As critics settled into their seats at the IMAX theatre in the downtown Scotiabank multiplex for the world premiere of Sunset Song – the seventh feature from Terence Davies, and his first since The Deep Blue Sea (2011) – the anticipatory hush was ruptured by a stentorian American voice announcing: “The following movie has not been enhanced by IMAX and is not the IMAX experience!” This prompted a smattering of ironically displeased murmurs from the crowd: after all, the 69-year-old Liverpudlian veteran of hushed, intimate dramas is hardly renowned for Avatar-esque visual stylistics.

Yet Davies has filmed this adaptation of Scottish author Lewis Grassic Gibbon’s classic 1932 novel on a combination of lavish 65mm film (for exterior scenes) and high-grade digital, across a variety of locations (Scotland, New Zealand, Luxembourg). In the ravishing opening sequence, it becomes clear that the IMAX setting is an apt fit. The camera drifts calmly and vertiginously across a vast field of golden corn, only halting when it locates a hunched figure hidden among the ears. A girl slowly unfurls herself to sit upright: it is protagonist Chris (Agyness Deyn), and this striking image – simple yet potent – speaks eloquently to the themes which define the forthcoming narrative: the literal emergence of a woman into adulthood, and her relationship with the land around her.

Davies then takes us into Chris’s farm homestead, which is presided over by John Guthrie (Peter Mullan), an abusive father figure every bit as terrifying as the one played by Pete Postlethwaite in Davies’ feature debut Distant Voices, Still Lives (1988): the sins of the father still haunt Davies, it seems. John is fiercely protective of Chris, but viciously beats his son Will (Jack Greenless), and treats his wife (Daniela Nardini, haunting and hollowed in her limited screen time) as a baby-making machine.

Davies’ skill for capturing the implacable march of time with a well-chosen editorial ellipsis is evident in a stunning early sequence: Chris and Will listen at the kitchen table as John’s offscreen threats to rape and impregnate his wife (“You’ll have a baby!”) are brusquely superseded by his wife’s screams of labour, still upstairs and out of sight. The physical impact of untrammelled patriarchy is rendered brutal and swift by the edit. Ellipses continue to punctuate the film with surprising and enriching dramatic effect – Davies sometimes employs languid lateral camera moves to connote the passage of time without an actual cut.

While the gravel-voiced Mullan is a commanding presence, he has played variations of this character before with greater punch – in his own NEDS (2010), and even more disturbingly, with rock star swagger, in Jane Campion’s Top of the Lake (2013). In Sunset Song’s first hour, his ranting has the unfortunate effect of drawing the focus away from Chris, who’s supposed to be the subject. Moreover, the angular, saucer-eyed Deyn – a former model who has made a promising start to her acting career in films like Electricity and Pusher – initially seems inert where there should be passion. It’s only when Mullan exits the picture that the film comes alive, and she gets to show what she can do.

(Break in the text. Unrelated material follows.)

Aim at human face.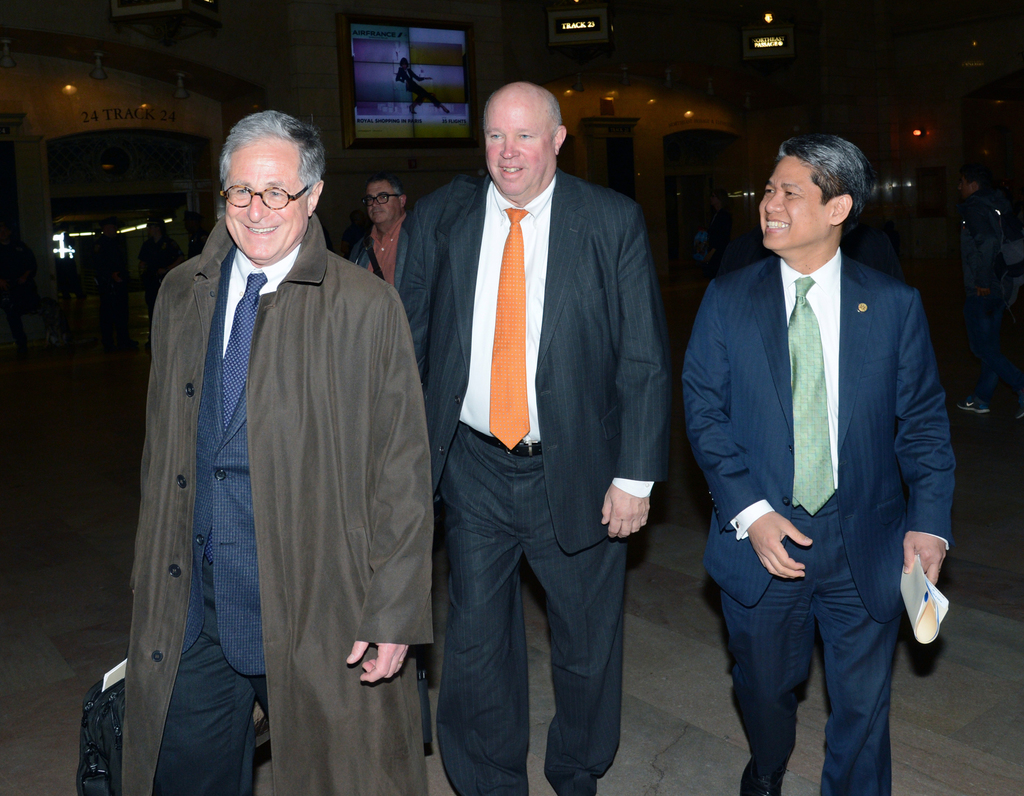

Deyn tackles the role of an increasingly bold, independent young woman with admirable gusto, and her Scottish accent is mostly solid (although it does occasionally veer into Groundskeeper Willie territory in her ruminative voiceover, and whenever she’s called upon to deliver a declamatory speech). She shares great chemistry with the young actor Kevin Guthrie, who plays her paramour. He gives the film’s best performance, beginning as soft and pliable as a woodland creature, but hardening before our eyes as the spectre of World War One descends on Scotland, and his idealism seeps away.

A final-act transition to war-movie territory is tonally unbalancing, and Davies doesn’t quite land his ending with the emotional force he’s aiming for. Nevertheless, he has composed a rich drama about the pleasures and strains of labour, the realities of adulthood in a harsh climate and the indomitability of the Scottish spirit.